Session Information
99 ERC SES 09 A, ERC Keynote Liselott Aarsand: Researching Learning in Everyday Practices: Curiosity, Craft, and Critique
ERC Keynote
Contribution
Today, the idea of conceptualizing learning as lifelong and life-wide seemingly dominates the scene: it is expected, proffered, and debated. However, across multiple sites, learning has typically been associated with formal education, curriculum, and schooling. While these connections hold significant value, such a focus tends to overlook the learning mechanisms and potentials embedded in the mundane practices in which people engage daily. Thus, following the well-established insight that learning is not confined to formal education but can take place in all walks of life, it appears important to advocate for a more open and inclusive approach.

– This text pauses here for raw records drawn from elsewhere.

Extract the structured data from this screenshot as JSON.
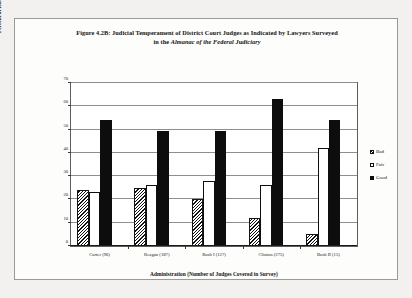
{
  "figure": {
    "title_line1": "Figure 4.2B: Judicial Temperament of District Court Judges as Indicated by Lawyers Surveyed",
    "title_line2_prefix": "in the ",
    "title_line2_italic": "Almanac of the Federal Judiciary"
  },
  "legend": {
    "items": [
      {
        "label": "Bad",
        "swatch": "hatched-diagonal",
        "color": "#111111"
      },
      {
        "label": "Fair",
        "swatch": "open-white",
        "color": "#ffffff"
      },
      {
        "label": "Good",
        "swatch": "solid-black",
        "color": "#0d0d0d"
      }
    ]
  },
  "chart_data": {
    "type": "bar",
    "title": "Figure 4.2B: Judicial Temperament of District Court Judges as Indicated by Lawyers Surveyed in the Almanac of the Federal Judiciary",
    "xlabel": "Administration (Number of Judges Covered in Survey)",
    "ylabel": "Percent of Lawyers Surveyed Who Rated Nominee",
    "categories": [
      "Carter (96)",
      "Reagan (187)",
      "Bush I (127)",
      "Clinton (275)",
      "Bush II (15)"
    ],
    "series": [
      {
        "name": "Bad",
        "values": [
          24,
          25,
          20,
          12,
          5
        ]
      },
      {
        "name": "Fair",
        "values": [
          23,
          26,
          28,
          26,
          42
        ]
      },
      {
        "name": "Good",
        "values": [
          54,
          49.5,
          49.5,
          63,
          54
        ]
      }
    ],
    "ylim": [
      0,
      70
    ],
    "yticks": [
      0,
      10,
      20,
      30,
      40,
      50,
      60,
      70
    ],
    "ytick_labels": [
      "0",
      "10",
      "20",
      "30",
      "40",
      "50",
      "60",
      "70"
    ],
    "grid": true,
    "grid_axis": "y",
    "legend_position": "right"
  }
}
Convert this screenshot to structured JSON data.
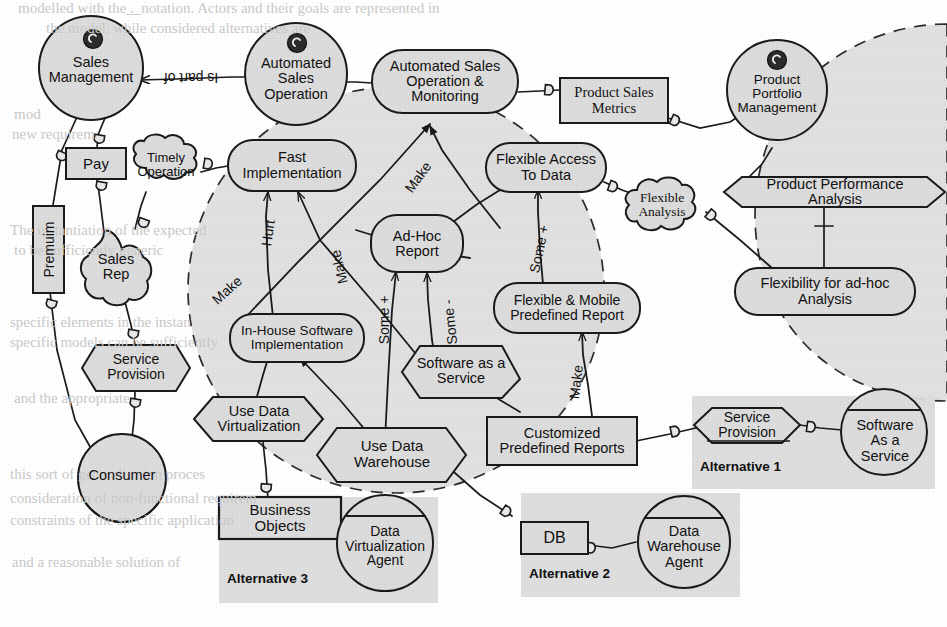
{
  "diagram": {
    "notation": "i-star",
    "colors": {
      "fill": "#dcdcdc",
      "stroke": "#1a1a1a",
      "boundary_stroke": "#2b2b2b",
      "paper": "#ffffff",
      "ghost_text": "#c9c9c9"
    }
  },
  "actors": [
    {
      "id": "sales-management",
      "label": "Sales\nManagement",
      "type": "actor-circle",
      "has_role_icon": true
    },
    {
      "id": "automated-sales-operation",
      "label": "Automated\nSales\nOperation",
      "type": "actor-circle",
      "has_role_icon": true
    },
    {
      "id": "product-portfolio-management",
      "label": "Product\nPortfolio\nManagement",
      "type": "actor-circle",
      "has_role_icon": true
    },
    {
      "id": "sales-rep",
      "label": "Sales\nRep",
      "type": "role-cloud"
    },
    {
      "id": "consumer",
      "label": "Consumer",
      "type": "agent-circle"
    },
    {
      "id": "software-as-a-service-agent",
      "label": "Software\nAs a\nService",
      "type": "agent-circle"
    },
    {
      "id": "data-warehouse-agent",
      "label": "Data\nWarehouse\nAgent",
      "type": "agent-circle"
    },
    {
      "id": "data-virtualization-agent",
      "label": "Data\nVirtualization\nAgent",
      "type": "agent-circle"
    }
  ],
  "goals": [
    {
      "id": "automated-sales-operation-monitoring",
      "label": "Automated Sales\nOperation &\nMonitoring"
    },
    {
      "id": "fast-implementation",
      "label": "Fast\nImplementation"
    },
    {
      "id": "ad-hoc-report",
      "label": "Ad-Hoc\nReport"
    },
    {
      "id": "flexible-access-to-data",
      "label": "Flexible Access\nTo Data"
    },
    {
      "id": "in-house-software-implementation",
      "label": "In-House Software\nImplementation"
    },
    {
      "id": "flexible-mobile-predefined-report",
      "label": "Flexible & Mobile\nPredefined Report"
    },
    {
      "id": "flexibility-for-ad-hoc-analysis",
      "label": "Flexibility for ad-hoc\nAnalysis"
    }
  ],
  "softgoals": [
    {
      "id": "timely-operation",
      "label": "Timely\nOperation"
    },
    {
      "id": "flexible-analysis",
      "label": "Flexible\nAnalysis"
    }
  ],
  "tasks": [
    {
      "id": "service-provision-left",
      "label": "Service\nProvision"
    },
    {
      "id": "software-as-a-service-task",
      "label": "Software as a\nService"
    },
    {
      "id": "use-data-virtualization",
      "label": "Use Data\nVirtualization"
    },
    {
      "id": "use-data-warehouse",
      "label": "Use Data\nWarehouse"
    },
    {
      "id": "product-performance-analysis",
      "label": "Product Performance\nAnalysis"
    },
    {
      "id": "service-provision-alt1",
      "label": "Service\nProvision"
    }
  ],
  "resources": [
    {
      "id": "pay",
      "label": "Pay"
    },
    {
      "id": "premuim",
      "label": "Premuim",
      "rotated": true
    },
    {
      "id": "product-sales-metrics",
      "label": "Product Sales\nMetrics"
    },
    {
      "id": "customized-predefined-reports",
      "label": "Customized\nPredefined Reports"
    },
    {
      "id": "business-objects",
      "label": "Business\nObjects"
    },
    {
      "id": "db",
      "label": "DB"
    }
  ],
  "groups": [
    {
      "id": "alternative-1",
      "label": "Alternative 1"
    },
    {
      "id": "alternative-2",
      "label": "Alternative 2"
    },
    {
      "id": "alternative-3",
      "label": "Alternative 3"
    }
  ],
  "edge_labels": [
    {
      "id": "is-part-of",
      "label": "Is part of",
      "rotated180": true
    },
    {
      "id": "contrib-hurt-inhouse-fast",
      "label": "Hurt"
    },
    {
      "id": "contrib-make-saas-fast",
      "label": "Make"
    },
    {
      "id": "contrib-make-inhouse-asom",
      "label": "Make"
    },
    {
      "id": "contrib-make-adhoc-flexaccess",
      "label": "Make"
    },
    {
      "id": "contrib-some-plus-udw-adhoc",
      "label": "Some +"
    },
    {
      "id": "contrib-some-minus-saas-adhoc",
      "label": "Some -"
    },
    {
      "id": "contrib-some-plus-fmpr-flexaccess",
      "label": "Some +"
    },
    {
      "id": "contrib-make-cpr-fmpr",
      "label": "Make"
    }
  ],
  "background_text": {
    "lines": [
      {
        "text": "modelled with the  ̲.  ̲ notation. Actors and their goals are represented in",
        "x": 18,
        "y": 2
      },
      {
        "text": "the          model, while      considered alternatives are",
        "x": 46,
        "y": 22
      },
      {
        "text": "mod",
        "x": 14,
        "y": 108
      },
      {
        "text": "new requirem",
        "x": 12,
        "y": 128
      },
      {
        "text": "The   instantiation of the expected",
        "x": 10,
        "y": 224
      },
      {
        "text": "to be  sufficiently    generic",
        "x": 14,
        "y": 244
      },
      {
        "text": "specific elements in the   instan",
        "x": 10,
        "y": 316
      },
      {
        "text": "specific models can be  sufficiently",
        "x": 10,
        "y": 336
      },
      {
        "text": "and    the     appropriate",
        "x": 14,
        "y": 392
      },
      {
        "text": "this sort of  generalisation  proces",
        "x": 10,
        "y": 468
      },
      {
        "text": "consideration  of   non-functional   requirem",
        "x": 10,
        "y": 492
      },
      {
        "text": "constraints  of   the    specific   application",
        "x": 10,
        "y": 514
      },
      {
        "text": "and  a  reasonable  solution  of",
        "x": 12,
        "y": 556
      }
    ]
  }
}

Utilizing analytical tools from discourse analysis and qualitative designs, my contribution to this field of adult education research is to closely explore empirical cases that are not necessarily identified as practices in which questions of learning are accentuated.
Taking that as a point of departure, I will, in this keynote, talk about what happens when research domains, theoretical/methodological frameworks, and empirical cases are combined in somewhat unexpected ways. My aim is to illustrate how such an approach may provide important lessons, particularly in how it demands analytical attentiveness to intricate and powerful learning processes that are an integral part of everyday life, brimming with nuances, details, and contradictions. In my research on topics like parenting and dating, respectively, I grapple with commonplace, yet quite complex questions: How is learning made relevant in talk on dating, and in what ways are subjectivities shaped through such discourses? How do adults come to grips with, and oppose, the portrayals of parenting in the media and popular culture? What practices do adults activate to shape and foster themselves, and others, to become ‘good’ parents? How may the dystopian narrative of digital dating experiences that apparently dominates, nevertheless bear transformative potentials?
In this context, I will furthermore highlight the perhaps self-evident, yet essential, need to cultivate curiosity and encourage critical stances in the social practices of research where we create, negotiate, and establish knowledge. Aligning with stances taken for research as craft, I will address the importance of promoting explorative modes, wrestling with concepts and tools, and delving into rigorous analytical work to push boundaries, inspire conceptual shifts, and initiate new debates. A dynamic – and not always straightforward – interplay between curiosity, craft, and critique is crucial for seriously investigating the diverse landscape of learning, also reflecting the numerous practices of everyday life that matters to people. Probably, these elements are equally important in our collaborative effort to build robust research communities and achieve cutting-edge research in educational science.